Wakana Sakai was involved in music, but gave it up one day. Konatsu Miyamoto loves singing and can't be torn from it. Sawa Okita would do anything for her closest friends. They laugh, they fight, they worry, they love... Through their very ordinary lives, little by little the girls learn to move forward. Sometimes they feel as if they can't go on alone, but as long as they have their friends, they believe they'll make it someday. Wakana, Konatsu, Sawa, and the music they make in their ensemble weave a tiny but dazzling story of the power of music.
In response to a wave of discriminatory anti-LGBTQ laws and the divisive 2016 election, the San Francisco Gay Men's Chorus embarks on a tour of the American Deep South.
“Sakura no Ame” is a song viewed more than 4.2 million times in “niconico” video sharing website in Japan. After the release of the song by Vocaloid-virtual-idle Hatsune Miku, this heart touching song became a standard for graduations and now it has become a live-action movie. The story is based on a best seller novel “Sakura no Ame” (PHP Institute, February 2012) which 200 thousand copies are printed and was inspired by the song itself. Many characters such as teachers and students seen in the story are inspired by the song sung by a 16 year-old high school student, Vocaloid, Hatsune Miku.
Based on the hilarious Gilbert and Sullivan classic H.M.S. Pinafore, U.S.S. Metaphor includes such characters as Captain Closeted, his gay son sailor Stephen (in love with sailor Ralph Rackstraw), sanctimonious Reverend Dick Deadheart, the lovable Mister Buttercup, Savoy Network News reporter Anderson Scooper, presidential candidate the Honorable Secretary Josephine Porter, and her travel companion, "Aunt" Shebe. The ship is docked at Boston Harbor as Secretary Porter and her entourage visit to inspect for "homosexual activity." An inevitable happy ending celebrates same-sex marriage and tolls the bell for an end to Don't Ask, Don't Tell.
When her social-climbing father is relocated from small-town North to his native Rome, 12-year-old Caterina enrolls to his old school, finding herself at sea with an environment where students sort themselves by social class and their parents' political affiliation.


● **WHAT THE TASK ASKS**:
A word-for-word copy of the listing, free of images, is the expected answer.

[GIVEN RECORDS]

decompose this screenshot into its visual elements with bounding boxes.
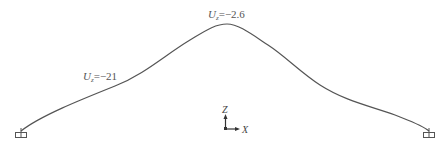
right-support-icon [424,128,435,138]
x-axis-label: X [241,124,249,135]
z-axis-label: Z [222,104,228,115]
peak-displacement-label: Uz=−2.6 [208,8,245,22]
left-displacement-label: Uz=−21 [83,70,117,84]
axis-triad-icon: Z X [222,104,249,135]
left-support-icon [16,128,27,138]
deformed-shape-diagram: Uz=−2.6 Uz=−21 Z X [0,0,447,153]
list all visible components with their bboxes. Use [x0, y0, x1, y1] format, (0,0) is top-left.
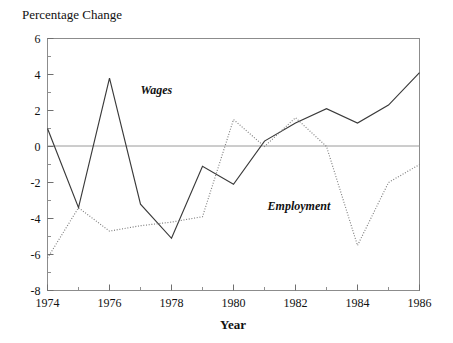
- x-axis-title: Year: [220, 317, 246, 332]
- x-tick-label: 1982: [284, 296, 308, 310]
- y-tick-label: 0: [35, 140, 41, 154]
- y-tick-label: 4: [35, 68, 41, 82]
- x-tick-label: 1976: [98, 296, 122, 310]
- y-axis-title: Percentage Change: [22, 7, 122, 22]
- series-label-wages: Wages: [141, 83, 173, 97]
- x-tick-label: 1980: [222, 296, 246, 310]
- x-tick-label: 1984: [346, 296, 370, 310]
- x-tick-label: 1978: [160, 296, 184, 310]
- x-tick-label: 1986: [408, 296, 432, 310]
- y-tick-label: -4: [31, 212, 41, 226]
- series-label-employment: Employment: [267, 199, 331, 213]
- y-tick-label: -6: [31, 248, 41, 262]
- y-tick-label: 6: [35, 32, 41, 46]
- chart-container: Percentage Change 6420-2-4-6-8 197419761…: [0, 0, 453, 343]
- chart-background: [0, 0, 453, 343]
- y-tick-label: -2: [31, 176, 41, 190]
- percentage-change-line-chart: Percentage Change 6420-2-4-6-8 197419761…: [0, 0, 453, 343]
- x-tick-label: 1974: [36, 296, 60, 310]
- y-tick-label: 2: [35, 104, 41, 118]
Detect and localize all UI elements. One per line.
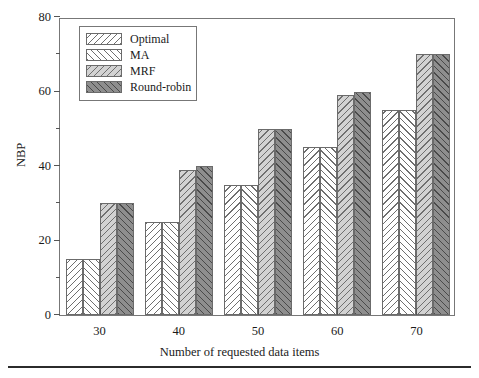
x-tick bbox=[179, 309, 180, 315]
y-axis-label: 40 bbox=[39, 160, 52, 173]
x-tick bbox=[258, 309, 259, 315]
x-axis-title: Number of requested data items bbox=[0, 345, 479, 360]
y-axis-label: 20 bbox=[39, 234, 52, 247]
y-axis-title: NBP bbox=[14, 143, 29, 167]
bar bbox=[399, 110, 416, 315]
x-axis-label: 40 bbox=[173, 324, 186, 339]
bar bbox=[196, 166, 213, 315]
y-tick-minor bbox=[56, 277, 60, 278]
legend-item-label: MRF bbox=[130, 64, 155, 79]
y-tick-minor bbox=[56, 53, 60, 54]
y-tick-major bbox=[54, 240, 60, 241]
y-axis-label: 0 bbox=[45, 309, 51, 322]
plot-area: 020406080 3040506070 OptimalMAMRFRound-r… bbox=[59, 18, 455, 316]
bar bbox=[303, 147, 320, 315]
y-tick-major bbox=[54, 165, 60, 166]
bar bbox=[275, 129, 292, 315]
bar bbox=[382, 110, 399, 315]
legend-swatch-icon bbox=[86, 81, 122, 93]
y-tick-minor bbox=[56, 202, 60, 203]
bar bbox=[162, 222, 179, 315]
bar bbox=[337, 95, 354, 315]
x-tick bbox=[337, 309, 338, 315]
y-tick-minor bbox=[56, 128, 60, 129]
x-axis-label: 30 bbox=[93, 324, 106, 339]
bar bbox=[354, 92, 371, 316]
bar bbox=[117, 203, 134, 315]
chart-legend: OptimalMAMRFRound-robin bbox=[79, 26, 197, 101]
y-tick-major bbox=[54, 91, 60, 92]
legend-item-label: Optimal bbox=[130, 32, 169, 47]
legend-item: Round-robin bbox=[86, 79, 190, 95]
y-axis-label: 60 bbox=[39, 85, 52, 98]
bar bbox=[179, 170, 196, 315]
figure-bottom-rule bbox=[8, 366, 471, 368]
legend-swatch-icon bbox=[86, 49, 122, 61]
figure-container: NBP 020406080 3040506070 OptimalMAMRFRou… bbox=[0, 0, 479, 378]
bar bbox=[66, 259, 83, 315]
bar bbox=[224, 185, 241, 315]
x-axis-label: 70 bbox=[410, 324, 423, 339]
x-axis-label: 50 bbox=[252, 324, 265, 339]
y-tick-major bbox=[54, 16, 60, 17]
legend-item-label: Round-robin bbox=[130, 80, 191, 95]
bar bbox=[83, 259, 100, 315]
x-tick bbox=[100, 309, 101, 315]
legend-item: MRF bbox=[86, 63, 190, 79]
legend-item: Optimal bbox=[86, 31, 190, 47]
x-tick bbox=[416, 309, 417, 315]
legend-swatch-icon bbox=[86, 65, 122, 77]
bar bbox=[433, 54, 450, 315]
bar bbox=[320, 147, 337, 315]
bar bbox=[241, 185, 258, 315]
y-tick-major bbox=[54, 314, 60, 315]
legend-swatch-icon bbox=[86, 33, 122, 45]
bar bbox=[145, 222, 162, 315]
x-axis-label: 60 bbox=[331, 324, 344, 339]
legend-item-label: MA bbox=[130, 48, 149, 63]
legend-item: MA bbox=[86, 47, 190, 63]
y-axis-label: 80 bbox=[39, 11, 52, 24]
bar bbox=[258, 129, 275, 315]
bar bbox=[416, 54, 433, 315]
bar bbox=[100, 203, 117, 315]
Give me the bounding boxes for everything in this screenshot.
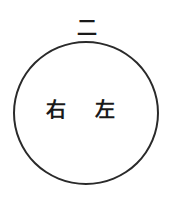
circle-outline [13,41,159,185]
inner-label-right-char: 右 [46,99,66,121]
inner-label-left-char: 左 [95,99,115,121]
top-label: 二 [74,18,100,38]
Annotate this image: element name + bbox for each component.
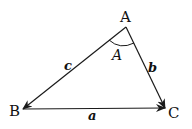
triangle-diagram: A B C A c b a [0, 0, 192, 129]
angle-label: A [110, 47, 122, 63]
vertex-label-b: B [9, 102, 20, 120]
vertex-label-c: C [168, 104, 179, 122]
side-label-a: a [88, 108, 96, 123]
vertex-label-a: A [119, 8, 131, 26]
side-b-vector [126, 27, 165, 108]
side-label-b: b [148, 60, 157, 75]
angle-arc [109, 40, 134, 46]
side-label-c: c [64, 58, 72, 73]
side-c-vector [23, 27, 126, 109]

[/GIVEN RECORDS]

● **WRITTEN RESPONSE**:
decompose this screenshot into its visual elements with bounding boxes.
right-support-icon [424,128,435,138]
x-axis-label: X [241,124,249,135]
z-axis-label: Z [222,104,228,115]
peak-displacement-label: Uz=−2.6 [208,8,245,22]
left-displacement-label: Uz=−21 [83,70,117,84]
axis-triad-icon: Z X [222,104,249,135]
left-support-icon [16,128,27,138]
deformed-shape-diagram: Uz=−2.6 Uz=−21 Z X [0,0,447,153]
list all visible components with their bboxes. Use [x0, y0, x1, y1] format, (0,0) is top-left.
- x-axis-title: Year: [220, 317, 246, 332]
- x-tick-label: 1982: [284, 296, 308, 310]
- y-tick-label: 0: [35, 140, 41, 154]
- y-tick-label: 4: [35, 68, 41, 82]
- x-tick-label: 1976: [98, 296, 122, 310]
- y-axis-title: Percentage Change: [22, 7, 122, 22]
- series-label-wages: Wages: [141, 83, 173, 97]
- x-tick-label: 1980: [222, 296, 246, 310]
- x-tick-label: 1984: [346, 296, 370, 310]
- x-tick-label: 1978: [160, 296, 184, 310]
- x-tick-label: 1986: [408, 296, 432, 310]
- y-tick-label: -4: [31, 212, 41, 226]
- series-label-employment: Employment: [267, 199, 331, 213]
- y-tick-label: -6: [31, 248, 41, 262]
- y-tick-label: 6: [35, 32, 41, 46]
- chart-container: Percentage Change 6420-2-4-6-8 197419761…: [0, 0, 453, 343]
- chart-background: [0, 0, 453, 343]
- y-tick-label: -2: [31, 176, 41, 190]
- percentage-change-line-chart: Percentage Change 6420-2-4-6-8 197419761…: [0, 0, 453, 343]
- x-tick-label: 1974: [36, 296, 60, 310]
- y-tick-label: 2: [35, 104, 41, 118]
Detect and localize all UI elements. One per line.
x-tick bbox=[179, 309, 180, 315]
y-axis-label: 40 bbox=[39, 160, 52, 173]
x-tick bbox=[258, 309, 259, 315]
x-axis-title: Number of requested data items bbox=[0, 345, 479, 360]
y-axis-label: 20 bbox=[39, 234, 52, 247]
y-axis-title: NBP bbox=[14, 143, 29, 167]
bar bbox=[399, 110, 416, 315]
x-axis-label: 40 bbox=[173, 324, 186, 339]
bar bbox=[196, 166, 213, 315]
y-tick-minor bbox=[56, 277, 60, 278]
legend-item-label: MRF bbox=[130, 64, 155, 79]
y-tick-minor bbox=[56, 53, 60, 54]
y-tick-major bbox=[54, 240, 60, 241]
y-axis-label: 0 bbox=[45, 309, 51, 322]
plot-area: 020406080 3040506070 OptimalMAMRFRound-r… bbox=[59, 18, 455, 316]
bar bbox=[303, 147, 320, 315]
y-tick-major bbox=[54, 165, 60, 166]
bar bbox=[275, 129, 292, 315]
bar bbox=[382, 110, 399, 315]
legend-swatch-icon bbox=[86, 81, 122, 93]
y-tick-minor bbox=[56, 202, 60, 203]
bar bbox=[162, 222, 179, 315]
bar bbox=[337, 95, 354, 315]
x-tick bbox=[337, 309, 338, 315]
y-tick-minor bbox=[56, 128, 60, 129]
x-axis-label: 30 bbox=[93, 324, 106, 339]
bar bbox=[354, 92, 371, 316]
bar bbox=[117, 203, 134, 315]
chart-legend: OptimalMAMRFRound-robin bbox=[79, 26, 197, 101]
y-tick-major bbox=[54, 91, 60, 92]
legend-item-label: Optimal bbox=[130, 32, 169, 47]
legend-item: Round-robin bbox=[86, 79, 190, 95]
y-axis-label: 60 bbox=[39, 85, 52, 98]
bar bbox=[179, 170, 196, 315]
figure-bottom-rule bbox=[8, 366, 471, 368]
legend-swatch-icon bbox=[86, 49, 122, 61]
figure-container: NBP 020406080 3040506070 OptimalMAMRFRou… bbox=[0, 0, 479, 378]
bar bbox=[66, 259, 83, 315]
bar bbox=[224, 185, 241, 315]
x-axis-label: 70 bbox=[410, 324, 423, 339]
x-axis-label: 50 bbox=[252, 324, 265, 339]
y-tick-major bbox=[54, 16, 60, 17]
legend-item-label: Round-robin bbox=[130, 80, 191, 95]
bar bbox=[83, 259, 100, 315]
x-tick bbox=[100, 309, 101, 315]
legend-item: MRF bbox=[86, 63, 190, 79]
legend-item: Optimal bbox=[86, 31, 190, 47]
x-tick bbox=[416, 309, 417, 315]
legend-swatch-icon bbox=[86, 65, 122, 77]
bar bbox=[433, 54, 450, 315]
bar bbox=[320, 147, 337, 315]
bar bbox=[241, 185, 258, 315]
y-tick-major bbox=[54, 314, 60, 315]
legend-swatch-icon bbox=[86, 33, 122, 45]
bar bbox=[145, 222, 162, 315]
x-axis-label: 60 bbox=[331, 324, 344, 339]
legend-item-label: MA bbox=[130, 48, 149, 63]
legend-item: MA bbox=[86, 47, 190, 63]
y-axis-label: 80 bbox=[39, 11, 52, 24]
bar bbox=[258, 129, 275, 315]
bar bbox=[416, 54, 433, 315]
bar bbox=[100, 203, 117, 315]
Give me the bounding boxes for everything in this screenshot.
circle-outline [13,41,159,185]
inner-label-right-char: 右 [46,99,66,121]
inner-label-left-char: 左 [95,99,115,121]
top-label: 二 [74,18,100,38]
Annotate this image: element name + bbox for each component.
triangle-diagram: A B C A c b a [0, 0, 192, 129]
angle-label: A [110, 47, 122, 63]
vertex-label-b: B [9, 102, 20, 120]
vertex-label-c: C [168, 104, 179, 122]
side-label-a: a [88, 108, 96, 123]
vertex-label-a: A [119, 8, 131, 26]
side-b-vector [126, 27, 165, 108]
side-label-b: b [148, 60, 157, 75]
angle-arc [109, 40, 134, 46]
side-label-c: c [64, 58, 72, 73]
side-c-vector [23, 27, 126, 109]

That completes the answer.